Democratize metrics? What does it mean?
I am not sure who coined the term Democratize metrics first, if it was me or Raintank CEO Raj Dutt. Whoever it was does not matter, what does matter is that I really like the term. It resonates with many of the things that I tried to do with Grafana. For me the term can also be associated with a Build, Measure, Learn and DevOps culture where data, be it infrastructure, application or business related, can easily be used and accessed togther by anyone. It’s about opening up and consolidating data silos and making real-time and historic data for an entire organization accessible across traditional organizational units.
Metrics everyone can see
I created Grafana mainly because of the shortcomings of the current Graphite dashboards but also because I saw so much potential in making time series metrics more accessible to not only operations but application developers, business analysts and product managers.
Graphite’s many functions make it super powerful for business metrics. So we started instrumenting our applications with a ton of useful user behavior and business related metrics. We (the developers) built application / business related dashboards that amazed the business analysts, who in tern learned how to use Grafana in order to create dashboards on their own.
Operations also have a ton of use for business and user behavior metrics. Defining alerts on infrastructure health is all good and standard, but what if you can also define alerting rules on your webshop’s revenue during the last 10 minutes, the number of logins for the last 5 minutes, number of support emails or credit card payments, etc? A simple css bug that generates zero errors either in the backend or frontend could hinder users from completing an action. An alerting rule that used a business metric could easily spot this.
Visualizations anyone can build
So for me democratize metrics means breaking traditional data boundaries. It’s also about making metric visualization tools that are more accessible and easy to use.
For Grafana this does not mean we should dumb down the interface and make it less flexible. But it does mean spending time on ease-of-use. Removing unneeded complexity from a user interface is hard but the end result, a more easy to use and accessible tool, is worth it. Grafana currently doesn’t have the most easy and intuitive UI. It can be a challenge for new users. However, at the time of Grafana’s release, most other Graphite dashboards required you to build your dashboard by writing json in a text editor. Not the most inviting interface, even to a programmer like myself. So compared to that, Grafana was a big leap forward. Grafana’s Graphite query builder also made a pretty complex and tricky query language much more accessible and understandable to a much wider audience (ie not only to Graphite query gurus).
This simple fact of making Graphite’s incredible features more acccessable through Grafana really accelerated the usage of metrics at my last company. In a matter of weeks after Grafana’s introduction in my team, the remaining 4 teams started instrumenting their services and putting up big wall-amounted TVs showing Grafana dashboards. This was after struggling for some months to get the other teams to add more metrics to their services and applications. It was joy attending the company-wide weekly meetings where teams presented changes and new features together with Grafana graphs showing the changed user behavior!
Time series metrics and their visualizations should not be hidden in obscure and hard to use monitoring tools that only a few have access to. The result of democratizing metrics, that is making it easier for people to add new metrics and consume and visualize them is a more scientific and data oriented company. I love the philosophy of Build, Measure, Learn where changes to your organization or its software start with a hypothesis and well defined metrics for how to verify that hypothesis. This more scientific approach to change is also more democratic and will reduce the risk of change that is only caused by company politics.
Mix and match data sources
Grafana supports multiple different time series databases, and will continue to add data sources as our users evolve and change. New TSDBs will be adopted and used alongside existing ones, and the ability for Grafana to mix them on same dashboard keeps the focus on the data. Further, in upcoming Grafana v2.5 you can mix them on the same graph!
In an open source platform
Another important aspect of democratizing metrics is using tools that are extensible and open (as in open source). This fosters a community of tools and integrations that make it easier to mix and match these different data sources, libs and applications. Open source also means (usually) a more open, community-driven and democratic development process. This is also why I feel so passionately about Raintank’s ambition to build an OpenSaaS platform for hosted metrics and monitoring
I still feel that time series metrics as an integral part of application development is still in a very early phase of adoption. When speaking to enterprise .NET or Java developers very few know about Graphite, Grafana or time series metrics in general. I find this fact really exciting, it means that there is still a lot to do in spreading the love of metrics!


Output all of the material beneath this line exactly as it is.

Study material:
------------------------------------------------------------

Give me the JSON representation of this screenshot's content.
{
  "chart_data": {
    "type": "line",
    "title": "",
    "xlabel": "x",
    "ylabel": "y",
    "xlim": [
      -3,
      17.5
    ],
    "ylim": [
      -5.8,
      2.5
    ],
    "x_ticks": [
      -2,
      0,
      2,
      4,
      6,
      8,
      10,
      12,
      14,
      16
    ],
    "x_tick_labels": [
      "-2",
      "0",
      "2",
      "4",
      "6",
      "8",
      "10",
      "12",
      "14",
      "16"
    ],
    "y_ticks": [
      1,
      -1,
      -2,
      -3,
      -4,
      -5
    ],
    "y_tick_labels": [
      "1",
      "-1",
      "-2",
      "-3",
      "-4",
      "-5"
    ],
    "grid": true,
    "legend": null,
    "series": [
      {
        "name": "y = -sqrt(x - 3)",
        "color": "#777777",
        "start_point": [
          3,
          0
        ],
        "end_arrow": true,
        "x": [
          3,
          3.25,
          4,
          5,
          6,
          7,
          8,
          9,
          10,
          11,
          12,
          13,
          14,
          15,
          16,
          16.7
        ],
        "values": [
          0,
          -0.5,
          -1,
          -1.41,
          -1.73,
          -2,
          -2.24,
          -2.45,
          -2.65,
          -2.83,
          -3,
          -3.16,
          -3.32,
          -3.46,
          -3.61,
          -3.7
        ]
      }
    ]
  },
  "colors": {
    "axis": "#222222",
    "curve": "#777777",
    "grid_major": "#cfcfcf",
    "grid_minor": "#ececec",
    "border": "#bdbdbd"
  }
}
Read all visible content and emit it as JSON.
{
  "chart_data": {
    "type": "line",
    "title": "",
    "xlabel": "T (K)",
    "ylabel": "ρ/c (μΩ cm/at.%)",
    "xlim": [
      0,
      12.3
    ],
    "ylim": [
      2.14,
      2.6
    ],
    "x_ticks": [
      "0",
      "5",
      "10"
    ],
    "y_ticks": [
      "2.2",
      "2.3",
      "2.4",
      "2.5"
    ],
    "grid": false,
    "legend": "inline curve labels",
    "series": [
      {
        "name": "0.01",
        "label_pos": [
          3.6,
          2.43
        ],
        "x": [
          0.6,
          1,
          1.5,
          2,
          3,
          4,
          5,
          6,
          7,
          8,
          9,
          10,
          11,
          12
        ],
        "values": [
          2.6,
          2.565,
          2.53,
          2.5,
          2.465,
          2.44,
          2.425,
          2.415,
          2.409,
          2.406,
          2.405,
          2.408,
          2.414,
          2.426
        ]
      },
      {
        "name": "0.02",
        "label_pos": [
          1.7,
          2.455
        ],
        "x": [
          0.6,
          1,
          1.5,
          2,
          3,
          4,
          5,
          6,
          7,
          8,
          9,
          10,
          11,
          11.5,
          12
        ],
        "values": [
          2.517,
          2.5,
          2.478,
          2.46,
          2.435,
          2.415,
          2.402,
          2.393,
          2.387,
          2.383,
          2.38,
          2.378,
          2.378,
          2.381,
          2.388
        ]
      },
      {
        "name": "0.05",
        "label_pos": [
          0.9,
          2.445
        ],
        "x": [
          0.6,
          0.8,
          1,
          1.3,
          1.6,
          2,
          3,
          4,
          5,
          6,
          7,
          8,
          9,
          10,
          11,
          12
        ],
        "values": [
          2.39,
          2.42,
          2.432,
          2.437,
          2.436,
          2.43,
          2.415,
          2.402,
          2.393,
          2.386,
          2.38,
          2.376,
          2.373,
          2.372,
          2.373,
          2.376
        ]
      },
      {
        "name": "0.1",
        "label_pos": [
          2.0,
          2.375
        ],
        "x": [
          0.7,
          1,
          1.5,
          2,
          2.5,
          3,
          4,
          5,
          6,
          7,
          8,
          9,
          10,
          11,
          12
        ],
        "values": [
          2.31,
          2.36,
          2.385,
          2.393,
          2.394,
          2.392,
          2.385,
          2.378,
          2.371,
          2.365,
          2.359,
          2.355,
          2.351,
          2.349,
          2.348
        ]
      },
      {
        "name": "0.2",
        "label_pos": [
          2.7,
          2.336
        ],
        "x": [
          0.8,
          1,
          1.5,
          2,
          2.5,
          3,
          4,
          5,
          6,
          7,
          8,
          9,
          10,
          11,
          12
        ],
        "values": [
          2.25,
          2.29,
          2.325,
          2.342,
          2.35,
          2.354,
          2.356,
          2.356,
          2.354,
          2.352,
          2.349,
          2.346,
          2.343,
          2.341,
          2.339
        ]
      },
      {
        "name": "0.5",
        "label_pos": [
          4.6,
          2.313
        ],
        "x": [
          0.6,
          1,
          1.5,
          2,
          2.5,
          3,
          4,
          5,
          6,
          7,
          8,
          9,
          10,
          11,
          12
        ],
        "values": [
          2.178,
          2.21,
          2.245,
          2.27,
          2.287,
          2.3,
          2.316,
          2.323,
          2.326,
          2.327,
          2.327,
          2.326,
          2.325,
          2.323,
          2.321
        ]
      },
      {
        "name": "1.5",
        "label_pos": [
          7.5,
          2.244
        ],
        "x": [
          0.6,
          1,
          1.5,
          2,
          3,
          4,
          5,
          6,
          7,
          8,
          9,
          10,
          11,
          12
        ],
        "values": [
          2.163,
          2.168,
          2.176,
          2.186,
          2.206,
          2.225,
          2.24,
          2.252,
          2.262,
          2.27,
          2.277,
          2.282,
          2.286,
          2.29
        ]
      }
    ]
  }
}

------------------------------------------------------------

Your solution:
Give me the JSON representation of this screenshot's content.
{
  "chart_data": {
    "type": "line",
    "title": "",
    "xlabel": "x",
    "ylabel": "y",
    "xlim": [
      -3,
      17.5
    ],
    "ylim": [
      -5.8,
      2.5
    ],
    "x_ticks": [
      -2,
      0,
      2,
      4,
      6,
      8,
      10,
      12,
      14,
      16
    ],
    "x_tick_labels": [
      "-2",
      "0",
      "2",
      "4",
      "6",
      "8",
      "10",
      "12",
      "14",
      "16"
    ],
    "y_ticks": [
      1,
      -1,
      -2,
      -3,
      -4,
      -5
    ],
    "y_tick_labels": [
      "1",
      "-1",
      "-2",
      "-3",
      "-4",
      "-5"
    ],
    "grid": true,
    "legend": null,
    "series": [
      {
        "name": "y = -sqrt(x - 3)",
        "color": "#777777",
        "start_point": [
          3,
          0
        ],
        "end_arrow": true,
        "x": [
          3,
          3.25,
          4,
          5,
          6,
          7,
          8,
          9,
          10,
          11,
          12,
          13,
          14,
          15,
          16,
          16.7
        ],
        "values": [
          0,
          -0.5,
          -1,
          -1.41,
          -1.73,
          -2,
          -2.24,
          -2.45,
          -2.65,
          -2.83,
          -3,
          -3.16,
          -3.32,
          -3.46,
          -3.61,
          -3.7
        ]
      }
    ]
  },
  "colors": {
    "axis": "#222222",
    "curve": "#777777",
    "grid_major": "#cfcfcf",
    "grid_minor": "#ececec",
    "border": "#bdbdbd"
  }
}
Read all visible content and emit it as JSON.
{
  "chart_data": {
    "type": "line",
    "title": "",
    "xlabel": "T (K)",
    "ylabel": "ρ/c (μΩ cm/at.%)",
    "xlim": [
      0,
      12.3
    ],
    "ylim": [
      2.14,
      2.6
    ],
    "x_ticks": [
      "0",
      "5",
      "10"
    ],
    "y_ticks": [
      "2.2",
      "2.3",
      "2.4",
      "2.5"
    ],
    "grid": false,
    "legend": "inline curve labels",
    "series": [
      {
        "name": "0.01",
        "label_pos": [
          3.6,
          2.43
        ],
        "x": [
          0.6,
          1,
          1.5,
          2,
          3,
          4,
          5,
          6,
          7,
          8,
          9,
          10,
          11,
          12
        ],
        "values": [
          2.6,
          2.565,
          2.53,
          2.5,
          2.465,
          2.44,
          2.425,
          2.415,
          2.409,
          2.406,
          2.405,
          2.408,
          2.414,
          2.426
        ]
      },
      {
        "name": "0.02",
        "label_pos": [
          1.7,
          2.455
        ],
        "x": [
          0.6,
          1,
          1.5,
          2,
          3,
          4,
          5,
          6,
          7,
          8,
          9,
          10,
          11,
          11.5,
          12
        ],
        "values": [
          2.517,
          2.5,
          2.478,
          2.46,
          2.435,
          2.415,
          2.402,
          2.393,
          2.387,
          2.383,
          2.38,
          2.378,
          2.378,
          2.381,
          2.388
        ]
      },
      {
        "name": "0.05",
        "label_pos": [
          0.9,
          2.445
        ],
        "x": [
          0.6,
          0.8,
          1,
          1.3,
          1.6,
          2,
          3,
          4,
          5,
          6,
          7,
          8,
          9,
          10,
          11,
          12
        ],
        "values": [
          2.39,
          2.42,
          2.432,
          2.437,
          2.436,
          2.43,
          2.415,
          2.402,
          2.393,
          2.386,
          2.38,
          2.376,
          2.373,
          2.372,
          2.373,
          2.376
        ]
      },
      {
        "name": "0.1",
        "label_pos": [
          2.0,
          2.375
        ],
        "x": [
          0.7,
          1,
          1.5,
          2,
          2.5,
          3,
          4,
          5,
          6,
          7,
          8,
          9,
          10,
          11,
          12
        ],
        "values": [
          2.31,
          2.36,
          2.385,
          2.393,
          2.394,
          2.392,
          2.385,
          2.378,
          2.371,
          2.365,
          2.359,
          2.355,
          2.351,
          2.349,
          2.348
        ]
      },
      {
        "name": "0.2",
        "label_pos": [
          2.7,
          2.336
        ],
        "x": [
          0.8,
          1,
          1.5,
          2,
          2.5,
          3,
          4,
          5,
          6,
          7,
          8,
          9,
          10,
          11,
          12
        ],
        "values": [
          2.25,
          2.29,
          2.325,
          2.342,
          2.35,
          2.354,
          2.356,
          2.356,
          2.354,
          2.352,
          2.349,
          2.346,
          2.343,
          2.341,
          2.339
        ]
      },
      {
        "name": "0.5",
        "label_pos": [
          4.6,
          2.313
        ],
        "x": [
          0.6,
          1,
          1.5,
          2,
          2.5,
          3,
          4,
          5,
          6,
          7,
          8,
          9,
          10,
          11,
          12
        ],
        "values": [
          2.178,
          2.21,
          2.245,
          2.27,
          2.287,
          2.3,
          2.316,
          2.323,
          2.326,
          2.327,
          2.327,
          2.326,
          2.325,
          2.323,
          2.321
        ]
      },
      {
        "name": "1.5",
        "label_pos": [
          7.5,
          2.244
        ],
        "x": [
          0.6,
          1,
          1.5,
          2,
          3,
          4,
          5,
          6,
          7,
          8,
          9,
          10,
          11,
          12
        ],
        "values": [
          2.163,
          2.168,
          2.176,
          2.186,
          2.206,
          2.225,
          2.24,
          2.252,
          2.262,
          2.27,
          2.277,
          2.282,
          2.286,
          2.29
        ]
      }
    ]
  }
}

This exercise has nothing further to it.